John Grisham

 

John Grisham has tapped into a rich resource of material to create his sprawling southern novels. The realm of the legal courts, with its secrecy, its obscurity and its power, has served novelists looking for an intriguing setting all the way back to Charles Dickens’ Bleak House. While the courtrooms and laws have changed since Dickens’ time, their remaining ability to shape our lives in the most fundamental ways leaves them with literary potency. John Grisham has taken the modern dilemmas presented to us by our complicated and sometimes flawed legal system and made them the locomotion for his highly popular, genre-defining legal thrillers.
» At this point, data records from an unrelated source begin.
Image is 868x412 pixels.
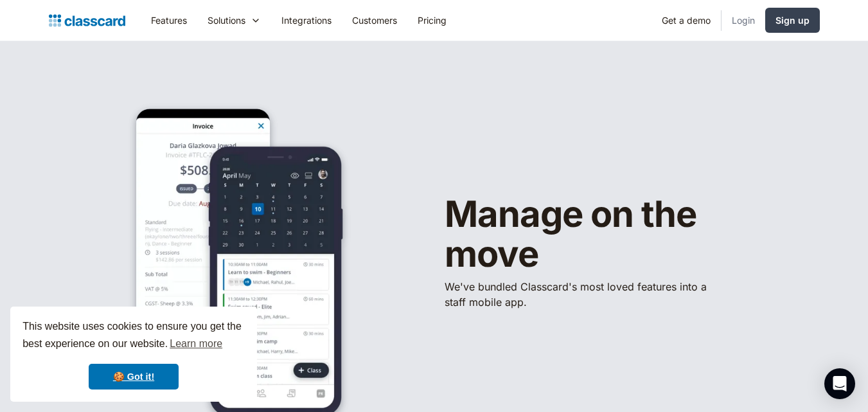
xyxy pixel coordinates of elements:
[141,6,197,35] a: Features
[651,6,721,35] a: Get a demo
[342,6,407,35] a: Customers
[89,363,179,389] a: dismiss cookie message
[49,11,125,29] a: Logo
[824,368,855,399] div: Open Intercom Messenger
[10,307,257,401] div: cookieconsent
[23,319,245,353] span: This website uses cookies to ensure you get the best experience on our website.
[197,6,271,35] div: Solutions
[445,279,714,309] p: We've bundled ​Classcard's most loved features into a staff mobile app.
[775,13,809,27] div: Sign up
[207,13,245,27] div: Solutions
[271,6,342,35] a: Integrations
[721,6,765,35] a: Login
[765,8,819,33] a: Sign up
[407,6,457,35] a: Pricing
[167,334,224,353] a: learn more about cookies
[445,195,779,273] h1: Manage on the move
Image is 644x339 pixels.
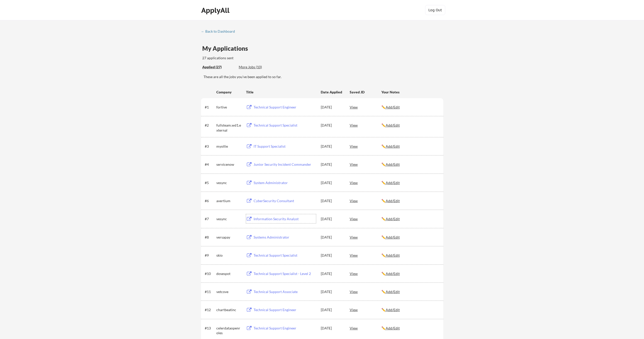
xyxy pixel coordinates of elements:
div: ✏️ [381,290,439,294]
div: #7 [205,217,215,222]
div: Applied (27) [202,65,235,70]
div: These are all the jobs you've been applied to so far. [203,74,443,79]
div: Saved JD [350,87,381,97]
div: My Applications [202,46,252,52]
u: Add/Edit [386,199,400,203]
div: [DATE] [321,198,343,204]
div: #3 [205,144,215,149]
u: Add/Edit [386,235,400,240]
div: #9 [205,253,215,258]
div: ✏️ [381,162,439,167]
div: CyberSecurity Consultant [253,198,316,204]
div: View [350,160,381,169]
div: ✏️ [381,217,439,222]
div: [DATE] [321,162,343,167]
div: View [350,178,381,187]
div: Title [246,90,316,95]
div: Your Notes [381,90,439,95]
u: Add/Edit [386,144,400,148]
div: View [350,103,381,111]
div: #12 [205,307,215,312]
div: vesync [216,217,242,222]
div: View [350,233,381,242]
div: ✏️ [381,307,439,312]
u: Add/Edit [386,123,400,127]
div: #1 [205,105,215,110]
u: Add/Edit [386,308,400,312]
u: Add/Edit [386,326,400,330]
div: ✏️ [381,105,439,110]
u: Add/Edit [386,253,400,258]
div: #13 [205,326,215,331]
div: fullsteam.wd1.external [216,123,242,133]
div: View [350,121,381,130]
div: versapay [216,235,242,240]
div: [DATE] [321,253,343,258]
div: fortive [216,105,242,110]
div: [DATE] [321,290,343,294]
div: System Administrator [253,180,316,185]
div: #6 [205,198,215,204]
u: Add/Edit [386,105,400,109]
div: View [350,251,381,260]
div: Technical Support Associate [253,290,316,294]
div: [DATE] [321,326,343,331]
div: #4 [205,162,215,167]
u: Add/Edit [386,162,400,167]
div: ✏️ [381,235,439,240]
div: ✏️ [381,123,439,128]
div: Technical Support Specialist - Level 2 [253,272,316,277]
div: Technical Support Specialist [253,253,316,258]
div: Systems Administrator [253,235,316,240]
div: View [350,305,381,315]
div: celerdataopenroles [216,326,242,336]
div: ✏️ [381,253,439,258]
div: ✏️ [381,144,439,149]
div: chartbeatinc [216,307,242,312]
div: skio [216,253,242,258]
div: myollie [216,144,242,149]
div: [DATE] [321,144,343,149]
div: These are all the jobs you've been applied to so far. [202,65,235,70]
div: ← Back to Dashboard [201,30,239,33]
div: #10 [205,272,215,277]
div: View [350,269,381,278]
div: [DATE] [321,123,343,128]
div: dosespot [216,272,242,277]
div: [DATE] [321,235,343,240]
div: Technical Support Engineer [253,307,316,312]
a: ← Back to Dashboard [201,29,239,34]
div: ✏️ [381,180,439,185]
u: Add/Edit [386,272,400,276]
u: Add/Edit [386,217,400,221]
div: View [350,215,381,223]
button: Log Out [425,5,445,15]
u: Add/Edit [386,181,400,185]
div: #2 [205,123,215,128]
div: View [350,287,381,296]
div: Company [216,90,242,95]
div: More Jobs (10) [239,65,276,70]
div: Date Applied [321,90,343,95]
div: ✏️ [381,326,439,331]
div: [DATE] [321,272,343,277]
div: ApplyAll [201,6,231,15]
div: 27 applications sent [202,55,300,60]
div: avertium [216,198,242,204]
div: These are job applications we think you'd be a good fit for, but couldn't apply you to automatica... [239,65,276,70]
div: Junior Security Incident Commander [253,162,316,167]
div: servicenow [216,162,242,167]
div: vetcove [216,290,242,294]
div: vesync [216,180,242,185]
div: Information Security Analyst [253,217,316,222]
u: Add/Edit [386,290,400,294]
div: [DATE] [321,307,343,312]
div: [DATE] [321,180,343,185]
div: View [350,196,381,205]
div: #5 [205,180,215,185]
div: Technical Support Engineer [253,326,316,331]
div: [DATE] [321,105,343,110]
div: #8 [205,235,215,240]
div: ✏️ [381,198,439,204]
div: ✏️ [381,272,439,277]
John Grisham had plenty of opportunity to observe the moral gaps and human drama present in the system. Perhaps it was his eye for a story, but whatever the reason, Grisham quickly drifted from accounting law to criminal law while at Mississippi State University. He credits his successful entry into life as a novelist to his voracious reading appetite as a child—an interest he luckily maintained into adulthood. Exploring different issues about power, and pitting an individual against a system, Grisham novels carry the added weight of the thick history and culture of the south.
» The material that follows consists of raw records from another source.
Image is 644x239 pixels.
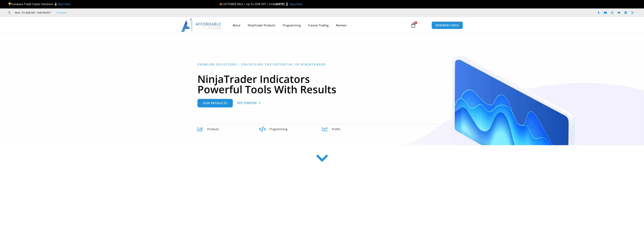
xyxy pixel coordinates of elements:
[332,21,350,30] a: Reviews
[197,74,446,94] h1: NinjaTrader Indicators Powerful Tools With Results
[56,10,67,15] a: Trustpilot
[207,127,219,131] span: Products
[229,21,406,30] nav: Menu
[405,20,422,30] a: 0
[181,18,221,32] img: LogoAI | Affordable Indicators – NinjaTrader
[276,2,290,6] strong: [DATE] ⌛
[435,24,459,27] span: MEMBERS AREA
[8,2,11,5] img: 🏆
[244,21,279,30] a: NinjaTrader Products
[219,2,276,6] span: 🍂 OCTOBER SALE | Up To 50% OFF | Ends
[14,10,51,15] span: Mon - Fri: 8:00 AM – 6:00 PM EST
[279,21,304,30] a: Programming
[290,2,302,6] a: Save Now
[197,99,233,107] a: Our Products
[8,2,71,6] span: Compare Trade Copier Solutions 🥇
[58,2,71,6] a: Start Here
[304,21,332,30] a: Futures Trading
[332,127,340,131] span: Profits
[237,102,257,105] span: Get Started
[197,62,446,66] h6: Premium Solutions - Unlocking the Potential in NinjaTrader
[229,21,244,30] a: About
[203,102,227,105] span: Our Products
[237,99,261,107] a: Get Started
[269,127,287,131] span: Programming
[431,21,463,29] a: MEMBERS AREA
[414,21,417,24] span: 0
While Grisham’s first novel was A Time to Kill, it was his second novel—in manuscript form no less—The Firm, which would attract Hollywood attention (Tom Cruise starred) and push his name to the top of publishers’ lists. To date Grisham has writing credits for over a dozen films, with many of his books likely to yield film adaptations in the future.
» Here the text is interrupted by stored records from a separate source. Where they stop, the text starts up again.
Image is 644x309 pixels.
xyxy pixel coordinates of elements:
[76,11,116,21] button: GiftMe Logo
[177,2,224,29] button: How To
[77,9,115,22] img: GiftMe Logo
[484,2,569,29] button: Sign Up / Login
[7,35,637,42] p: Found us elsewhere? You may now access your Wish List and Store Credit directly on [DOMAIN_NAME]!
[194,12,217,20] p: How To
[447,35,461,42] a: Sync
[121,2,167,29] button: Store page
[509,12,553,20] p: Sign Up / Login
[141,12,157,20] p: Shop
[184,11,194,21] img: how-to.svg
While best known for his stories of protagonists struggling valiantly against the legal system for either their survival or to accomplish what must be done, Grisham has also written novels relating to the life of the layperson in the south. His other great passion is baseball. He tried and failed to become a professional player, but puts considerable effort into supporting little league ball. John Grisham is married with two children.